This past week's writers conference was a pretty spectacular event. I managed to attend several of the lunchtime sessions and a few other events. I wish I could have done more. Even with that somewhat limited exposure, I came away with innumerable impressions and ideas that I hope can somehow influence my thinking and work over the next year.
1. Writing as Performance. Saul Williams, whose poetry is as much about performance on stage as it is about language, made the point that he regarded the page itself as a performance space. I am not sure why I was surprised by this. In the previous days panel entitled "beyond the screen", a number of the participants described the creative process in performative terms. One work discussed in this panel was a collective called Collaborative Furtures created a single book over a week period. The act of writing was as much the final product as the book itself. It got me thinking about blogging as a kind of performative writing. The time-based aspect of the blog -- with the date of publication forming the primary organizing principle -- represents writing in a way that centers more on the way that ideas develop through time and careen off one another than any one central theme, argument, plot, or even space. The time based component of the blog draws inspiration from the practice of writing journals which seek to capture the immediacy of experience. I think this relates to our somewhat erratic efforts on the Punk Archaeology blog where we have (I think tacitly) abandoned any plan or argument or even rhythm to our posts and introduce ideas as they come to us. In effect, blogging (even my rhythmic, daily, inscription) performs the act of writing by insisting on the temporal dimension of its practice. Like working papers, blog posts are showing the work that final drafts of academic and professional writing obscures behind a find layer of polish. Blogs represent ideas as events in the process of development.
2. There is no New Media. One of the themes of the writers conference was the New Media and one of the really obvious outcomes of all the panels that I attended is that the very notion of the New Media has outlived its purpose. First off, we probably can't call many of the things that are traditionally associated with the New Media "new" any more. After all, the internet as we know it is 20 years old and computer based media actually predates widespread access to net. Like any once-new medium for communicating ideas, any effort to produce a common definition is bound to be inadequate to describe the work of artists and writers across such varied platforms as interactive fiction, web-based video, digital music, installation art, and multimedia arguments. In fact, if there is any complaint that I have about the writers conference is how little common ground there was between the people on the largest and (to my mind) potentially most dynamic panel -- Beyond the Screen -- which featured new media pioneers and masters across mutiple fields: Cecelia Condit (film), Mark Amerika (film and literature), Nick Montfort (literature), Stuart Moulthrop (art and literature), Scott Miller (music). While we can all accept that a lack of easy definition can suggest the existence of something profound, in the case of the New Media it may indicate, instead, that whatever moment in time the newness sought to capture and define has passed. The New Media no longer has a center around which ideas are coalescing. In other words, whatever middle ground once existed which allowed authors and artists to share ideas has now once again dispersed and we must find new paradigms to understand how former "New" media works relate.
3. Anxiety and the Book. The first panel I attended was provocatively titled: "Are Books Obsolete?". The title alone suggests the anxiety surrounding the coming of the ebook reader, the speed and fluidity of the web, and the end of the page as a basic unit for measuring writing, reading, and certain basic intellectual accomplishments. While there were plenty of opportunities to celebrate the "new" opportunities made available through the hypertextual medium of the electronic "page", the underlying anxiety persisted. In this context, all of the sometimes incredible power of books came to the fore: their ability to capture attention, to stimulate pleasure through their weight, forms, and even scent, to structure narrative through conditioning interaction, to create better, more thoughtful readers, and to sustain the creative arts by protecting the intellectual property of the author. Anyone who has read this blog knows that I appreciate the role that objects play in creating relationships between individuals, but all of the anxiety about the end of the book seems strangely overwrought. There is no denying there importance of books to the Western intellectual tradition, there is also no denying that most people in history did not read books. And more than that, even most people who could read did not necessary read books. I'd even argue that today, most of us spend more time reading newspapers, magazines, loose papers, and letters than books. It's not that books aren't important (and I suspect that they will continue to be), but that their impact has always been focused on a particular groups and particular circumstances. Perhaps it's just the historian in me who noticed the lack of historical context for the significance of the book. This is not to suggest that a dose of "historical reality" will alleviate fears that the end of books as we know it will swiftly bring about the end of Western civilization, but it certainly would make the extent and significance of the book as an object and technology easier to understand.
Any event that causes me to think is a good event (even if the only thing that I think is "who is that guy and why is he doing that?") and, with this broad definition, the Writers Conference qualifies as a good event. It was exciting to hear people talk so freely and to speculate so widely about the life of the mind on a campus and in a community where such talk is not always readily accepted. I'm already looking forward to next year, and if you have a few bucks, give something to help the Writers Conference continue to stimulate the minds of the northern plains.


* Exercise brief
Please repeat every entry exactly as written, but skip the pictures.

### Entries shown ###

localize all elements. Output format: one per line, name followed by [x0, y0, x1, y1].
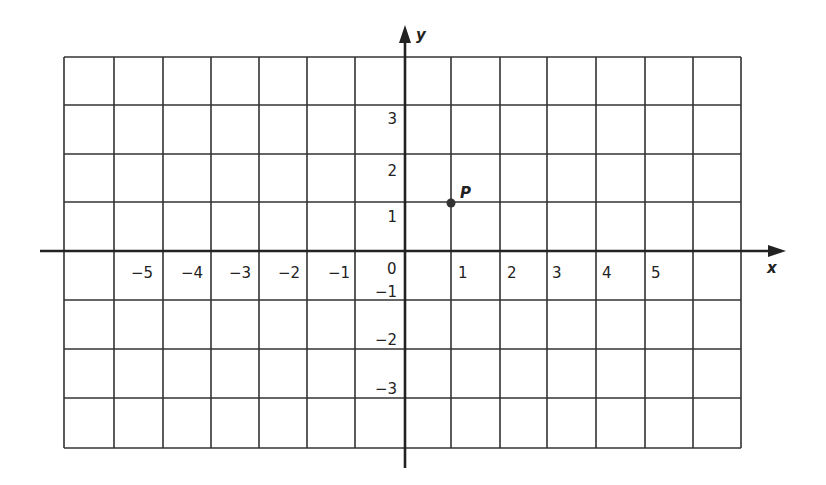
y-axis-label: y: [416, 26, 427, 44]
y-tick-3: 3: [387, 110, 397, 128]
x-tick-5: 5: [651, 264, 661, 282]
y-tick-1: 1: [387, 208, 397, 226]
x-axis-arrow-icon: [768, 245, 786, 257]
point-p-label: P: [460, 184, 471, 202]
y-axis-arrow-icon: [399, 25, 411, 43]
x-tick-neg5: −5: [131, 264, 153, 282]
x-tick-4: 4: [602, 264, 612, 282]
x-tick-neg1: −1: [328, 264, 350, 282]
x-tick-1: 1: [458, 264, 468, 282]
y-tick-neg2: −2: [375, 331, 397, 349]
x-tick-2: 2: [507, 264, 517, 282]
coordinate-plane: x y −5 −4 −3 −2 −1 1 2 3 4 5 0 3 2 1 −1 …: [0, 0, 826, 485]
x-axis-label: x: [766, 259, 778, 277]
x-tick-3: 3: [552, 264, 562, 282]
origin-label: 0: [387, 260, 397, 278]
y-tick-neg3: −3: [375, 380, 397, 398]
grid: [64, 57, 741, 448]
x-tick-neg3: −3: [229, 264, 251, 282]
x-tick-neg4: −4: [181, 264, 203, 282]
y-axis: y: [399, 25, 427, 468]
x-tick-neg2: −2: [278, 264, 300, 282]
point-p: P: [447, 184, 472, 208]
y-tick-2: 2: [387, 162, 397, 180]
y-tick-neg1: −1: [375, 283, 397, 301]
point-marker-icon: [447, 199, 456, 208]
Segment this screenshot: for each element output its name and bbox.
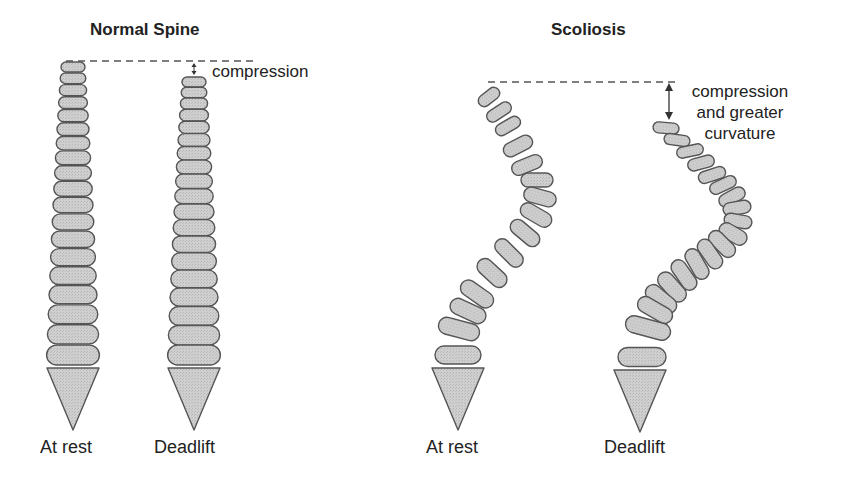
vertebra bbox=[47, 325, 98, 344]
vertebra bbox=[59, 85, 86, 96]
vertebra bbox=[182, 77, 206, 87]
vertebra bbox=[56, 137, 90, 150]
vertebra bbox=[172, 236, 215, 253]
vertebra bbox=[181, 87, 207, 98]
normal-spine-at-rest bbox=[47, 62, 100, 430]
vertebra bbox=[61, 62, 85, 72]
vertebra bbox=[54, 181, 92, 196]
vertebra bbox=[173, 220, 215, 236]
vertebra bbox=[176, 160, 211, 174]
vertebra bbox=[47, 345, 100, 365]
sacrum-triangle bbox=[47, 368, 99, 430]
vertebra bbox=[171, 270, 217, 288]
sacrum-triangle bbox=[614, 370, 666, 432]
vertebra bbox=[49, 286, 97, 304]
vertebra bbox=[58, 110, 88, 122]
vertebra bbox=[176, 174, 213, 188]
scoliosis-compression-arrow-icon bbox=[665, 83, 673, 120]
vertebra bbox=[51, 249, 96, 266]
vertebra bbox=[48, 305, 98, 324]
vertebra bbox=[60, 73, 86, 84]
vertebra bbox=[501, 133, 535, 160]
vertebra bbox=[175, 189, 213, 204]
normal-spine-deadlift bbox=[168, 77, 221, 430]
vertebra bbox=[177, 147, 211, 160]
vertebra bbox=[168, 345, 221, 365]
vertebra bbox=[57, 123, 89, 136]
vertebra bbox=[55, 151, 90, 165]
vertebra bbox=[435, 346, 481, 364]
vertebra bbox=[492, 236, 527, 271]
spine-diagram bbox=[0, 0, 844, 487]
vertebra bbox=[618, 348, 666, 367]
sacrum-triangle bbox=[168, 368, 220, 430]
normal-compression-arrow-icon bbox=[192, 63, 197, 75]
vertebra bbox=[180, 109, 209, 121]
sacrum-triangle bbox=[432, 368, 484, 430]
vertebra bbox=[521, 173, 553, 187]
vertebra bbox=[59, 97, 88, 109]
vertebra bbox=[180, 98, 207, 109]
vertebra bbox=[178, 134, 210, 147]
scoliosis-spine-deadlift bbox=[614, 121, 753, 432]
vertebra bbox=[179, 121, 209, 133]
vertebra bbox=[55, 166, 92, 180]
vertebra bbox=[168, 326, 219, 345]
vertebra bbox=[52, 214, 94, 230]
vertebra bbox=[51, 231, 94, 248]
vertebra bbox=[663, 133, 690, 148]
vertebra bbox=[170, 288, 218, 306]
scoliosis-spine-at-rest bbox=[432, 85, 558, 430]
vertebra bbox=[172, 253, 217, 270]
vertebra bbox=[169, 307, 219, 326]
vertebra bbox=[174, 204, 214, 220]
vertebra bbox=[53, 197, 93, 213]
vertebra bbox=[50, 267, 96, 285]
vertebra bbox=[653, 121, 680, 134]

###

* Output of the task
localize all elements. Output format: one per line, name followed by [x0, y0, x1, y1].
y-axis-label: y: [416, 26, 427, 44]
y-tick-3: 3: [387, 110, 397, 128]
x-tick-5: 5: [651, 264, 661, 282]
y-tick-1: 1: [387, 208, 397, 226]
x-axis-arrow-icon: [768, 245, 786, 257]
point-p-label: P: [460, 184, 471, 202]
y-axis-arrow-icon: [399, 25, 411, 43]
x-tick-neg5: −5: [131, 264, 153, 282]
x-tick-4: 4: [602, 264, 612, 282]
x-tick-neg1: −1: [328, 264, 350, 282]
x-tick-1: 1: [458, 264, 468, 282]
y-tick-neg2: −2: [375, 331, 397, 349]
x-tick-2: 2: [507, 264, 517, 282]
coordinate-plane: x y −5 −4 −3 −2 −1 1 2 3 4 5 0 3 2 1 −1 …: [0, 0, 826, 485]
x-axis-label: x: [766, 259, 778, 277]
x-tick-3: 3: [552, 264, 562, 282]
origin-label: 0: [387, 260, 397, 278]
y-tick-neg3: −3: [375, 380, 397, 398]
grid: [64, 57, 741, 448]
x-tick-neg3: −3: [229, 264, 251, 282]
x-tick-neg4: −4: [181, 264, 203, 282]
y-axis: y: [399, 25, 427, 468]
x-tick-neg2: −2: [278, 264, 300, 282]
point-p: P: [447, 184, 472, 208]
y-tick-2: 2: [387, 162, 397, 180]
y-tick-neg1: −1: [375, 283, 397, 301]
point-marker-icon: [447, 199, 456, 208]
Segment this screenshot: for each element output its name and bbox.
vertebra bbox=[47, 325, 98, 344]
vertebra bbox=[59, 85, 86, 96]
vertebra bbox=[182, 77, 206, 87]
vertebra bbox=[56, 137, 90, 150]
vertebra bbox=[172, 236, 215, 253]
vertebra bbox=[181, 87, 207, 98]
normal-spine-at-rest bbox=[47, 62, 100, 430]
vertebra bbox=[61, 62, 85, 72]
vertebra bbox=[54, 181, 92, 196]
vertebra bbox=[173, 220, 215, 236]
vertebra bbox=[176, 160, 211, 174]
vertebra bbox=[47, 345, 100, 365]
sacrum-triangle bbox=[47, 368, 99, 430]
vertebra bbox=[171, 270, 217, 288]
sacrum-triangle bbox=[614, 370, 666, 432]
vertebra bbox=[49, 286, 97, 304]
vertebra bbox=[58, 110, 88, 122]
vertebra bbox=[176, 174, 213, 188]
scoliosis-compression-arrow-icon bbox=[665, 83, 673, 120]
vertebra bbox=[51, 249, 96, 266]
vertebra bbox=[48, 305, 98, 324]
vertebra bbox=[60, 73, 86, 84]
vertebra bbox=[501, 133, 535, 160]
vertebra bbox=[175, 189, 213, 204]
normal-spine-deadlift bbox=[168, 77, 221, 430]
vertebra bbox=[177, 147, 211, 160]
vertebra bbox=[168, 345, 221, 365]
vertebra bbox=[57, 123, 89, 136]
vertebra bbox=[55, 151, 90, 165]
vertebra bbox=[435, 346, 481, 364]
vertebra bbox=[492, 236, 527, 271]
spine-diagram bbox=[0, 0, 844, 487]
vertebra bbox=[618, 348, 666, 367]
sacrum-triangle bbox=[168, 368, 220, 430]
normal-compression-arrow-icon bbox=[192, 63, 197, 75]
vertebra bbox=[180, 109, 209, 121]
sacrum-triangle bbox=[432, 368, 484, 430]
vertebra bbox=[521, 173, 553, 187]
vertebra bbox=[59, 97, 88, 109]
vertebra bbox=[180, 98, 207, 109]
vertebra bbox=[178, 134, 210, 147]
scoliosis-spine-deadlift bbox=[614, 121, 753, 432]
vertebra bbox=[179, 121, 209, 133]
vertebra bbox=[55, 166, 92, 180]
vertebra bbox=[168, 326, 219, 345]
vertebra bbox=[52, 214, 94, 230]
vertebra bbox=[51, 231, 94, 248]
vertebra bbox=[663, 133, 690, 148]
vertebra bbox=[170, 288, 218, 306]
scoliosis-spine-at-rest bbox=[432, 85, 558, 430]
vertebra bbox=[172, 253, 217, 270]
vertebra bbox=[169, 307, 219, 326]
vertebra bbox=[174, 204, 214, 220]
vertebra bbox=[53, 197, 93, 213]
vertebra bbox=[50, 267, 96, 285]
vertebra bbox=[653, 121, 680, 134]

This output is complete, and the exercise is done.